Disclaimer: I do not own nor claim to own any of the following characters, places, or events. Just the story.

Author's Note: Takes place at the end of episode 2.06, "Siege."


-Poetry of the Broken-

For four years, you've prided yourself on your ability to fake it, to make those around you—to make him—feel secure in this crumbling world. For four years, you've resigned yourself to moonlit tears and sobs into your pillow and the hope that someday things might be different. For four years, it's been brave fronts and playful punches and tip-toe dances around that subject. And for four years, it's mostly worked.

But tonight?

Tonight you must remember.

You must remember the library where you met, and how your heart fluttered and hands dropped when he caught you staring past the copies of To Kill a Mockingbird and Perelandra. "I'm Joe," he'd said, poking an arm between the shelves. "And I like Shakespeare."

"Erica. And… I don't."

Funny, how he'd opened up the world to you that day. And not just to Shakespeare.

Then there's the callus of his hand in yours and the smell of gasoline and lamplight as he worked on his bike, words soft and smiles easy on the summer air. Thinking of the motorcycle reminds you of your first date, the one that can still flip-trip your heart when you remember it. There was his laughter and your arms snugged around him and the wind snapping through your hair. Black velvet and cornsilk, he'd called it, stopping on a hill to stargaze.

He'd always been something of a poet, when no one else was listening.

Thinking of poetry reminds you of your first kiss, the one smack dab in the library where you met, this time with War and Peace and Anna Karenina acting as your audience because you'd wanted him alone and no one bothered with Tolstoy on the weekends. That kiss was a sharp, excited kind of poetry. A poetry that said It's for real and didn't back down.

Poetry was your wedding day and the calm like rain on your soul as you said your vows. It is the moment you learn you are pregnant, and the fear grappling for your breath when the doctor tells you there's something wrong. Poetry is holding your son for the first time as your husband drops tears on your tired tangled hair.

Poetry is memory. Poetry is you.

You sit there with a sob in your throat and don't want to remember, but you must, because God, oh, God, don't do this to me, but yes please do, because I don't want to forget him. Please, just don't let me forget.

Not this time.

And so you sit there and remember, because really, what else can you do? You're broken, jagged. Today marked your failure as an agent, a wife, a mother. Everything you are, your essence, ripped from you. Through lies, two bullets, and that stupid camera in Tyler's jacket. Anna and her treachery shattered your soul today, and you can't keep going. Not after this.

You hug yourself, the memory of his lifeless body still heavy in your arms. He's dead, but somehow still bleeds all over you, staining your hands and jeans and soul. Or maybe that's your blood, your dead body. Do you even know anymore? The muddy pavement, debris and the sirens – they're all still there, under you and on you and around you,

and you can't escape.

Ever.

The moonlight weeps onto your shoulders, breaking its fingers to reach you and spattering silver blood across your hair. You're still, deathly still. Memories are all you have now. Memories.

You remember the night you pulled Joe down here and told him you were pregnant. He hadn't believed you at first, and then he'd picked you up and spun you into moonlit laughter. A precious memory. You cling to it, but hate the way it hurts.

How is it possible to go from wife to widow in only eighteen years?

You're too young for this.

And so is Tyler.

This is why you've hidden your tears, summoned a smile, laughed and acted normal in the face of the lies. He's too young for this much tragedy. You just wanted to protect him… give him another month, another week, another year. Another hour of innocence. If there is such a thing as innocence in this world anymore.

And instead, he's on that ship with Anna, thinking you're to blame for his father's death. Because you didn't do your job.

Your fingers curl around the jacket, the only piece of him that remains, and wait for the anger to come. It always does - buries your grief beneath a tangle of dirty clothes and case files and leaves you fine for another day, week, month, year.

But tonight? Tonight there is only the broken-fingered moonlight and the jacket heavy on your skin.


*Task to carry out:* Search the data below for the string "page" and copy all lines where it shows up.

━━━ Recorded information ━━━

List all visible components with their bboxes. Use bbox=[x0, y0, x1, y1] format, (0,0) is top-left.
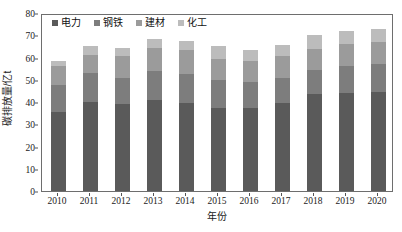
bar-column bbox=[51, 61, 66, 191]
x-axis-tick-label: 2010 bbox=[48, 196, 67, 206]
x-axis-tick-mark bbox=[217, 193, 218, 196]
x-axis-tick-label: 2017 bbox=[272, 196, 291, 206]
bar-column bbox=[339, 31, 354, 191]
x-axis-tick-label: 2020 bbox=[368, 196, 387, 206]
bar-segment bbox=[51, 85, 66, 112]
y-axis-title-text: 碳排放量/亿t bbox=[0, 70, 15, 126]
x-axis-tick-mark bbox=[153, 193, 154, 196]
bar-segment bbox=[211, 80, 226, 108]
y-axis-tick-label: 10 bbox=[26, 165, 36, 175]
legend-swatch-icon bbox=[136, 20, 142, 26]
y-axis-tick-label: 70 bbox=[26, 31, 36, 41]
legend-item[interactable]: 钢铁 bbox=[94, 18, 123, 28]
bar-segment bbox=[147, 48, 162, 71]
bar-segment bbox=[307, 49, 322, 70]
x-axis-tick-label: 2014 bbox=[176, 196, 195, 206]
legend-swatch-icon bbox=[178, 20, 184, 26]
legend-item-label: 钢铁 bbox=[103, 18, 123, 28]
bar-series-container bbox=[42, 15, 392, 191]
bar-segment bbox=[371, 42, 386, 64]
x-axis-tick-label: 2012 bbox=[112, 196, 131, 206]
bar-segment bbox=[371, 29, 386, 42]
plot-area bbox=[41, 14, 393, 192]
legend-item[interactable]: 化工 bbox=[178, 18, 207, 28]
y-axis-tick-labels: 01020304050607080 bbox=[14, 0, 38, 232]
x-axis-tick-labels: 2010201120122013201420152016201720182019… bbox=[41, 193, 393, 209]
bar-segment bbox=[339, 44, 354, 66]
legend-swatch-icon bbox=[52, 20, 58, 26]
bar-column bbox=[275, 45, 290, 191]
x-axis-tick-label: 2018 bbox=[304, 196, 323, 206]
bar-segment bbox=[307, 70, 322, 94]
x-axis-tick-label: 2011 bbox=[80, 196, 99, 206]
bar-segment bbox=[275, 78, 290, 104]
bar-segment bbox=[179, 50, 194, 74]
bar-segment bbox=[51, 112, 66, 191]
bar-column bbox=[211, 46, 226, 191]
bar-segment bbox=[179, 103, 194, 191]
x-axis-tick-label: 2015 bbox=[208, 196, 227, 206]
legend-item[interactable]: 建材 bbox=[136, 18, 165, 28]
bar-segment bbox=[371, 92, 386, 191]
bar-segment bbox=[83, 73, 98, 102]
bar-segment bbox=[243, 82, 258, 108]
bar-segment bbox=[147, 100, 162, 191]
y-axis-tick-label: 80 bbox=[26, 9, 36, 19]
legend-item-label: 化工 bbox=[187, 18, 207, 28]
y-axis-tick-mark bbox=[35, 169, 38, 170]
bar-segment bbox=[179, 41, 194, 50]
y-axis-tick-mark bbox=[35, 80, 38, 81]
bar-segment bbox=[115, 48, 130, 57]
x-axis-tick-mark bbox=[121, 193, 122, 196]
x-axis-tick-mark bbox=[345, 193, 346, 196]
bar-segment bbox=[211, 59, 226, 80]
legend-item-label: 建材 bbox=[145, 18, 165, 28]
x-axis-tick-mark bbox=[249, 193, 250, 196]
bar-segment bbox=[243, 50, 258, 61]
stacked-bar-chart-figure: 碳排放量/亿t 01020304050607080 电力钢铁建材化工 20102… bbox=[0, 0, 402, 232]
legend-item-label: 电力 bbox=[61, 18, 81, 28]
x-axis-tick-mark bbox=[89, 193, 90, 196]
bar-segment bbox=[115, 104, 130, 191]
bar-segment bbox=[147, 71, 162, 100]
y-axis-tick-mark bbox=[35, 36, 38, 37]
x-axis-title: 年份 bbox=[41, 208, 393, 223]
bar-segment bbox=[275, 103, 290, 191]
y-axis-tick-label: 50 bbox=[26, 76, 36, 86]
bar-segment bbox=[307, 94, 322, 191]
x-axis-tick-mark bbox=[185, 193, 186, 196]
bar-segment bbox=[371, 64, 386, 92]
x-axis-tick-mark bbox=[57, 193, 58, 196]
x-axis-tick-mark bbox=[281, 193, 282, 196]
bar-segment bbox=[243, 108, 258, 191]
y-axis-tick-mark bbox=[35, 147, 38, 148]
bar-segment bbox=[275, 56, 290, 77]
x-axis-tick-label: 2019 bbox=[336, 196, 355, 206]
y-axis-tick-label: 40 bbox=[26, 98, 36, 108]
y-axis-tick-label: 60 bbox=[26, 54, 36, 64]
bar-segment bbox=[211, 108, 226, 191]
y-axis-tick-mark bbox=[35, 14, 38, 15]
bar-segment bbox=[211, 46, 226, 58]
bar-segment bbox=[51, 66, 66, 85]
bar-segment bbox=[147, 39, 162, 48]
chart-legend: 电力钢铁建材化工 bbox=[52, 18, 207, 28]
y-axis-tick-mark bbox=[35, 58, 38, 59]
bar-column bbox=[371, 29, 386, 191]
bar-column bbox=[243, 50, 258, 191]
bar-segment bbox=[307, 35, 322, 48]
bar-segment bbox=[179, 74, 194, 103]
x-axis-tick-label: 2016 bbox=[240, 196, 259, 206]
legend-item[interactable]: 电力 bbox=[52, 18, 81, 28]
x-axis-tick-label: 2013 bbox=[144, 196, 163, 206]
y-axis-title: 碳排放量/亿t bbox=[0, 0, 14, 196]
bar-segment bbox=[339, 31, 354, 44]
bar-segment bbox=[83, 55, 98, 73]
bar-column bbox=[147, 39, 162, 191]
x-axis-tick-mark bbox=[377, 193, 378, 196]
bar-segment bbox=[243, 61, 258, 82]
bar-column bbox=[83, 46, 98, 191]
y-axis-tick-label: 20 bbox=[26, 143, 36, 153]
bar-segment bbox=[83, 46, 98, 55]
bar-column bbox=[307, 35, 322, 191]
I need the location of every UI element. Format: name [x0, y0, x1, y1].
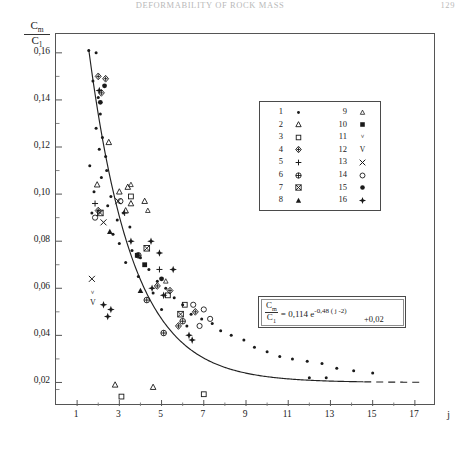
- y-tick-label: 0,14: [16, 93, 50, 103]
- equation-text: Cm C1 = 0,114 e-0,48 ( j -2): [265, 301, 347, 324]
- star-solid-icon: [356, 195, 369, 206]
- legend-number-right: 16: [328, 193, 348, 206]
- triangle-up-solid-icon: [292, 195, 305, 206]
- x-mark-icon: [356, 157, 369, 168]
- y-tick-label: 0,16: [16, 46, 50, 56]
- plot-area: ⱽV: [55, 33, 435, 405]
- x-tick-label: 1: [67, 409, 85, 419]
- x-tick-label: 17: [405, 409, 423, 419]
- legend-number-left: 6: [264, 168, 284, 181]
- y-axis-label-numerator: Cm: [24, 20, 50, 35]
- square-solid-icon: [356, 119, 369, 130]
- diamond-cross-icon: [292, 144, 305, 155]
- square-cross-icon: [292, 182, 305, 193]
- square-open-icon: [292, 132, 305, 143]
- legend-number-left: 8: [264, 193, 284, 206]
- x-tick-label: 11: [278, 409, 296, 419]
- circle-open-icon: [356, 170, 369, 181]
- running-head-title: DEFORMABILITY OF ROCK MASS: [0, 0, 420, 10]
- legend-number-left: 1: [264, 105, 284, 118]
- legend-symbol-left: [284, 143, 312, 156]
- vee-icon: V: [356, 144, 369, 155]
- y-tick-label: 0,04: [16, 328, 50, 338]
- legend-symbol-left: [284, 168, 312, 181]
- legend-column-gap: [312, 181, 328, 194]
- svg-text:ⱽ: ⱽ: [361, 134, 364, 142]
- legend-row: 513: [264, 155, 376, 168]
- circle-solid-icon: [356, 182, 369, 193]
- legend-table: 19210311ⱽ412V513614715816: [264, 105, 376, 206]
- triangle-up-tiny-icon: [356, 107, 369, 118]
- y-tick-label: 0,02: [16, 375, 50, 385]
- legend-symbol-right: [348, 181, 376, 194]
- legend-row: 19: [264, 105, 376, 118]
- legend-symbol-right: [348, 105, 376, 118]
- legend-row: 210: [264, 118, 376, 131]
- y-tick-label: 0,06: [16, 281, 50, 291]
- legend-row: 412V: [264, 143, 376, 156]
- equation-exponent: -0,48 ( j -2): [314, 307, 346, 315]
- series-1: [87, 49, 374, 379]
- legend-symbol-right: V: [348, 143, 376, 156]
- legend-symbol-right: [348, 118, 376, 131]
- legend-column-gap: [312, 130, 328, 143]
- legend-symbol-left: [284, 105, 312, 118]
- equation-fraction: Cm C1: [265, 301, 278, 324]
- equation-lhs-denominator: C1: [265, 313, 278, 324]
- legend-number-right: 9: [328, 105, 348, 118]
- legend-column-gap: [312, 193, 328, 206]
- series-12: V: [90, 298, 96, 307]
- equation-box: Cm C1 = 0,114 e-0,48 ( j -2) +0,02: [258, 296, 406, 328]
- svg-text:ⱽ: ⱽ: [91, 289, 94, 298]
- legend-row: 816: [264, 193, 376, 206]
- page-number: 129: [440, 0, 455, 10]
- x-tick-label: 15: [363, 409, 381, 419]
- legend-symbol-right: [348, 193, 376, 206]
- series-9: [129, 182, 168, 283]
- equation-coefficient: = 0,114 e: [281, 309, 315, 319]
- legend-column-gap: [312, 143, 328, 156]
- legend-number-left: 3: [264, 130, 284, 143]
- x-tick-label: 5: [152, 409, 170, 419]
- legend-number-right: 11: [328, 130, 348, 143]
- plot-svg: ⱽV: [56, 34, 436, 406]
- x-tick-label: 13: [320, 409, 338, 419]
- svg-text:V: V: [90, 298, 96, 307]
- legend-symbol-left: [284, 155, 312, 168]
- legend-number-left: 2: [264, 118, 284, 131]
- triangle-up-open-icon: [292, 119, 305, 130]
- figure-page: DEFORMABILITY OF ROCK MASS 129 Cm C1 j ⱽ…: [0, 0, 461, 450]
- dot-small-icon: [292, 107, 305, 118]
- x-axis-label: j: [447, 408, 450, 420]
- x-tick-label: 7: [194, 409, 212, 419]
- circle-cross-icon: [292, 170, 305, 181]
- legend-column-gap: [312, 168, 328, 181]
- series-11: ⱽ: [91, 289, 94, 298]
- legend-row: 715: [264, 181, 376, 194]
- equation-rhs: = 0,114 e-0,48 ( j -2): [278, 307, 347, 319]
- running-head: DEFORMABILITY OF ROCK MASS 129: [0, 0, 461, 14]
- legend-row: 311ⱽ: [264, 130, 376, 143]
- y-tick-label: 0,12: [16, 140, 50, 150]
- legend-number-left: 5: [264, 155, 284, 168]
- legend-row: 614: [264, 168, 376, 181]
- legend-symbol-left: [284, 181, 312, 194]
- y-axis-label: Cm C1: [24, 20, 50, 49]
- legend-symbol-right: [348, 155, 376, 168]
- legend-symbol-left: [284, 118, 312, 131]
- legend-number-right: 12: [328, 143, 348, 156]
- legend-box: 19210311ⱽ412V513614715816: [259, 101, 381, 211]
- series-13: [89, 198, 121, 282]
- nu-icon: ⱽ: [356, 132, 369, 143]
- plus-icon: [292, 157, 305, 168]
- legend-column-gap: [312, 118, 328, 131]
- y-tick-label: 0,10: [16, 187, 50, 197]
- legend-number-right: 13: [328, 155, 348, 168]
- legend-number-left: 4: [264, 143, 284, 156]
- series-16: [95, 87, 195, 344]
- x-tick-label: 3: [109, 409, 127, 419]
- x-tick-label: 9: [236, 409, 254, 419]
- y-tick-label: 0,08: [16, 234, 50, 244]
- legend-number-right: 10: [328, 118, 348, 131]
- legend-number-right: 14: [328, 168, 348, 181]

━━━
━━━ Recorded information ━━━

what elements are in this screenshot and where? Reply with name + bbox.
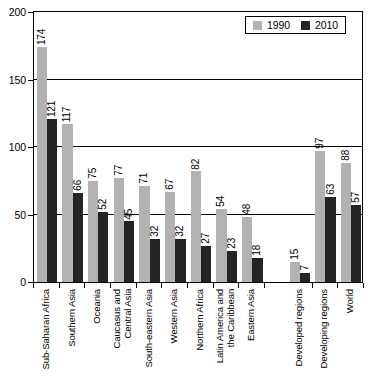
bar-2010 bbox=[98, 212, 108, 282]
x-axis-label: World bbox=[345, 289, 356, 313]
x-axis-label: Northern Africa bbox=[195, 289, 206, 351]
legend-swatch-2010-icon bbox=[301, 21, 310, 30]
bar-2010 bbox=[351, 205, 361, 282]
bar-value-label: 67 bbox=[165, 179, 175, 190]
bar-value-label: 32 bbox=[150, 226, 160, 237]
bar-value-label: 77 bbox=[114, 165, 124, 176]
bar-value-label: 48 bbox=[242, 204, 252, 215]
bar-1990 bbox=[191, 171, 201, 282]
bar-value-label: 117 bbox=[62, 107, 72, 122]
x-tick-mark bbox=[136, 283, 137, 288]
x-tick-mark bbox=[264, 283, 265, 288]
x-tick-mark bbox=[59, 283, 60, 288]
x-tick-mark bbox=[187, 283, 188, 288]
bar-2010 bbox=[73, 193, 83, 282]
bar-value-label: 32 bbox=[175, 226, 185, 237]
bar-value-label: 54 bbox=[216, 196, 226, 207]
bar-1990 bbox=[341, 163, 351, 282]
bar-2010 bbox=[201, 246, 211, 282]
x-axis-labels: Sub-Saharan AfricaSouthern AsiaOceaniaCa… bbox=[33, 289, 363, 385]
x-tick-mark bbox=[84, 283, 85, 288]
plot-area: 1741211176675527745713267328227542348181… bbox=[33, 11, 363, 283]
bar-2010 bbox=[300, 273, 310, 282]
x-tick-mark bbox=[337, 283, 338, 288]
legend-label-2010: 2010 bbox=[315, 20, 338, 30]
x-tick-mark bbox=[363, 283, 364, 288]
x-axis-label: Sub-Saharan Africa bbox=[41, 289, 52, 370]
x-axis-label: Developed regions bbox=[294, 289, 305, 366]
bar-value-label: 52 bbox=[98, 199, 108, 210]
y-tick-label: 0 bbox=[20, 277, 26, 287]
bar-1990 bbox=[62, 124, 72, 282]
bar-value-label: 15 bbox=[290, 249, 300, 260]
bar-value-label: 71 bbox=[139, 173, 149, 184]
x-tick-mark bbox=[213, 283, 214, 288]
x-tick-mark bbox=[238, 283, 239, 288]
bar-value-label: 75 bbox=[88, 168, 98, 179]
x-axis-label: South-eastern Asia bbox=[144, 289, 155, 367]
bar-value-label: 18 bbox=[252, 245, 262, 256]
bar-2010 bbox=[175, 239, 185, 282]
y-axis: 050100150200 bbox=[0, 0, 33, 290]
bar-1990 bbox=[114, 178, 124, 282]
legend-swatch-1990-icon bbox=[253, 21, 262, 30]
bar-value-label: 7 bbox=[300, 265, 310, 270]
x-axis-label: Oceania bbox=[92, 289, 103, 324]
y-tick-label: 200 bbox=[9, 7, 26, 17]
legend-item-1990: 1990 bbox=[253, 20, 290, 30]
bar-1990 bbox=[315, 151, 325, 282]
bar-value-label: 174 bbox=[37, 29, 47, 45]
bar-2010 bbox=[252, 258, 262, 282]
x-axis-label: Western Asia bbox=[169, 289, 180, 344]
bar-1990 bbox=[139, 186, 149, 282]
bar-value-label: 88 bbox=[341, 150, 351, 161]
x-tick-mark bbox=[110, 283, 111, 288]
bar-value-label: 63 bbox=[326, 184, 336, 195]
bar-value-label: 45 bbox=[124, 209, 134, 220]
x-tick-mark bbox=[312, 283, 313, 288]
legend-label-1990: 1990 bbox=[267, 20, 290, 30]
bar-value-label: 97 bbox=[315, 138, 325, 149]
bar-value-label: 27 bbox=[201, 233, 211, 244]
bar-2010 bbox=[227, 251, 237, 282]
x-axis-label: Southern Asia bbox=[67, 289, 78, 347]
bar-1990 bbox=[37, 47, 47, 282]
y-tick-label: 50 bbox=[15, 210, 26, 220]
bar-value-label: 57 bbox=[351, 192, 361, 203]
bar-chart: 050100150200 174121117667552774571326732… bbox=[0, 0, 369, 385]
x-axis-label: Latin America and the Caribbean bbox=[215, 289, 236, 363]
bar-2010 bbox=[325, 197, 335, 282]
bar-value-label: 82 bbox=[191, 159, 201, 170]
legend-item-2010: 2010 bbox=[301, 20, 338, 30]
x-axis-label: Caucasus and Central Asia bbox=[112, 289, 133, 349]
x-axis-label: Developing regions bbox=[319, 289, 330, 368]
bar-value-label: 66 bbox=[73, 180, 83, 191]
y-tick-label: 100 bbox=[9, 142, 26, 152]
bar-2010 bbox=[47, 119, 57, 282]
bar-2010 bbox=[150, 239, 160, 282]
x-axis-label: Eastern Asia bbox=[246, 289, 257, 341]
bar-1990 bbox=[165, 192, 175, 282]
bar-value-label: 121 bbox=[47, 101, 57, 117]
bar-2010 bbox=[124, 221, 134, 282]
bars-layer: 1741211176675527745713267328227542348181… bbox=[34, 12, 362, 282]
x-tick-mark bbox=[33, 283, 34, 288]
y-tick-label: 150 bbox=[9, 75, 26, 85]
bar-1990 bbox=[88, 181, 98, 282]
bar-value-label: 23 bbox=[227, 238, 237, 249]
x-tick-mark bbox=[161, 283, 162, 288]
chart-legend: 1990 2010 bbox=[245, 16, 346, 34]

━━━

*Response box:*
- page-number: 129: [440, 0, 455, 10]
- figure-page: DEFORMABILITY OF ROCK MASS 129 Cm C1 j ⱽ…: [0, 0, 461, 450]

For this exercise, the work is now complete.